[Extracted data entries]
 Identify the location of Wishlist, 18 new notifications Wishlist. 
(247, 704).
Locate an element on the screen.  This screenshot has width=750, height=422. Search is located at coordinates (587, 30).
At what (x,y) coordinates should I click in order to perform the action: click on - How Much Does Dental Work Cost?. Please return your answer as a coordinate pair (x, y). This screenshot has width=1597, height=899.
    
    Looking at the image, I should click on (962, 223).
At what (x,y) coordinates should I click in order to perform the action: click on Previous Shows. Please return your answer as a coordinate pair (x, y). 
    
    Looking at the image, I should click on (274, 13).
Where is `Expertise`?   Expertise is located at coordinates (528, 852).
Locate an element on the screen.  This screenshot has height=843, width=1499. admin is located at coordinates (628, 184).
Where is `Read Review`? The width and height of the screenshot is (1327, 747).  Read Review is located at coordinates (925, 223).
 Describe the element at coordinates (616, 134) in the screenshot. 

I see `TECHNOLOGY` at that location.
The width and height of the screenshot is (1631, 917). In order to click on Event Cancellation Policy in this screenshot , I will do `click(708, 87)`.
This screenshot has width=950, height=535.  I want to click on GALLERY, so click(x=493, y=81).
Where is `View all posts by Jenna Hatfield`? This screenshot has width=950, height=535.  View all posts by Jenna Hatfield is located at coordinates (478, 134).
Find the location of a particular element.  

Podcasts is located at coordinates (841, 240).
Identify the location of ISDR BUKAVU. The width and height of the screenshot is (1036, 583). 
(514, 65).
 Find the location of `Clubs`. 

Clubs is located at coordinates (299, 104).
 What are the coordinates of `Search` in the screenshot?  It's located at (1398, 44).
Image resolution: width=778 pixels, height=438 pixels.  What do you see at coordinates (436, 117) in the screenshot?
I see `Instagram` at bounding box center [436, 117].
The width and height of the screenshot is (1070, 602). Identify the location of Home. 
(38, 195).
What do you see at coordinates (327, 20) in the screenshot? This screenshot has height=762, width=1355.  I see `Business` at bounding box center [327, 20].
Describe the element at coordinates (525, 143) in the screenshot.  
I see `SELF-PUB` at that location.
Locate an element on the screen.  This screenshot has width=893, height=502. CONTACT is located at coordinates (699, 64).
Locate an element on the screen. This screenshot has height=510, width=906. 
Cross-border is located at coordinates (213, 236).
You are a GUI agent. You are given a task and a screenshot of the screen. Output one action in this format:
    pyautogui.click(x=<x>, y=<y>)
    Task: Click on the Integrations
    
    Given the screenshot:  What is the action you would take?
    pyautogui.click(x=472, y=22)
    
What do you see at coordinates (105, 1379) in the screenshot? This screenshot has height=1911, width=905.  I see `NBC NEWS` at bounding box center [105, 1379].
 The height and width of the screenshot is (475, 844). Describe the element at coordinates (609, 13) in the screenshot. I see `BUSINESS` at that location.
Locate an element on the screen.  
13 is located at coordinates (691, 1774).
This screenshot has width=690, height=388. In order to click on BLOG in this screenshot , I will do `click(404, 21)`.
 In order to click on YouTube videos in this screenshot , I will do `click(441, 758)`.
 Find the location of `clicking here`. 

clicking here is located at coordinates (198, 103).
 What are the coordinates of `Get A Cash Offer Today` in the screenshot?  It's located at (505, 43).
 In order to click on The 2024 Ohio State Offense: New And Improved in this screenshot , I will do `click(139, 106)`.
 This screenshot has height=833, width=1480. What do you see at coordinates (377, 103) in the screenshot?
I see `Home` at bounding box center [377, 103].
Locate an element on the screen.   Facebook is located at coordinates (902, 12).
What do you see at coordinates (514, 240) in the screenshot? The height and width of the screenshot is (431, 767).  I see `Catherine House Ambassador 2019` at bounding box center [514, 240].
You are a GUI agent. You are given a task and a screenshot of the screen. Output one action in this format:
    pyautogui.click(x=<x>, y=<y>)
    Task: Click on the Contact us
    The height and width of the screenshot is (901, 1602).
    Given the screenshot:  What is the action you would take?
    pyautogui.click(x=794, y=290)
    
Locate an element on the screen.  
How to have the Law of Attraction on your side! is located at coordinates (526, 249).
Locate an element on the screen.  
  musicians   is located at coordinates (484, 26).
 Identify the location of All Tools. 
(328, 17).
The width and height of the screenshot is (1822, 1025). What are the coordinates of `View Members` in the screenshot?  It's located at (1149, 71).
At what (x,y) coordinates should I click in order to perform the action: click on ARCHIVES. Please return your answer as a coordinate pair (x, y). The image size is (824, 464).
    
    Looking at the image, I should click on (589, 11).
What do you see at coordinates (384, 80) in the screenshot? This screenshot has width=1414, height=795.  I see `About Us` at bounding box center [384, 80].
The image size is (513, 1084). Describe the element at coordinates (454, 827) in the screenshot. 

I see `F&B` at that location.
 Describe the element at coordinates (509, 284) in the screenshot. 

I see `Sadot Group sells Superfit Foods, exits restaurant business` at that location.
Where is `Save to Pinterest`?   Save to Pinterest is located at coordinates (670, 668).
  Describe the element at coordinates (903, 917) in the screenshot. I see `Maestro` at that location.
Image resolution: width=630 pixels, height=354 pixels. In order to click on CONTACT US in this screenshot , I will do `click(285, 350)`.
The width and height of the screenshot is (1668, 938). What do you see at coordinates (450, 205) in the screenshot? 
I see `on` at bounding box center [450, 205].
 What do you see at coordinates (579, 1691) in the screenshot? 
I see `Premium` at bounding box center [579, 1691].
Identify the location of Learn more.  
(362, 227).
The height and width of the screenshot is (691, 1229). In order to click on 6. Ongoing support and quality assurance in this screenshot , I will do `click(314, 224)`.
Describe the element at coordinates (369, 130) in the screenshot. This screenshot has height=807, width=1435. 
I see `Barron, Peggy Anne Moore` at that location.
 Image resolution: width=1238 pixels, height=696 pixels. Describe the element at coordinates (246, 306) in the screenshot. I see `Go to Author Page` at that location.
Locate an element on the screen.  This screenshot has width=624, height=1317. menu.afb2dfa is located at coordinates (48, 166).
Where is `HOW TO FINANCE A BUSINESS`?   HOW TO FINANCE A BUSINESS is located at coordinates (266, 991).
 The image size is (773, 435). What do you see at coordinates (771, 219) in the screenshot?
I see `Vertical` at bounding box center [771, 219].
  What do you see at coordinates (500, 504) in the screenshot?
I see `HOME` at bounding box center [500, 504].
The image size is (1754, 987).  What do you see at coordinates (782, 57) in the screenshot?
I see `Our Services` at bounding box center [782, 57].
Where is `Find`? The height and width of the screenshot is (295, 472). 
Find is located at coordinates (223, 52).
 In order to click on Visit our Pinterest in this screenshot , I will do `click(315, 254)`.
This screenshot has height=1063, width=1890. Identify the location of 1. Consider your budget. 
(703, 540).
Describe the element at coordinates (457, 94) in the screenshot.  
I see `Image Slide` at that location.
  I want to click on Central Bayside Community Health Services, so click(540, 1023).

- [Task brief]: Give back, word for word, only the lines above from the line holding "Image resolution: width=778" to the line holding "Task: Click on the Integrations", both included.

- [Problem solution]:
Image resolution: width=778 pixels, height=438 pixels.  What do you see at coordinates (436, 117) in the screenshot?
I see `Instagram` at bounding box center [436, 117].
The width and height of the screenshot is (1070, 602). Identify the location of Home. 
(38, 195).
What do you see at coordinates (327, 20) in the screenshot? This screenshot has height=762, width=1355.  I see `Business` at bounding box center [327, 20].
Describe the element at coordinates (525, 143) in the screenshot.  
I see `SELF-PUB` at that location.
Locate an element on the screen.  This screenshot has width=893, height=502. CONTACT is located at coordinates (699, 64).
Locate an element on the screen. This screenshot has height=510, width=906. 
Cross-border is located at coordinates (213, 236).
You are a GUI agent. You are given a task and a screenshot of the screen. Output one action in this format:
    pyautogui.click(x=<x>, y=<y>)
    Task: Click on the Integrations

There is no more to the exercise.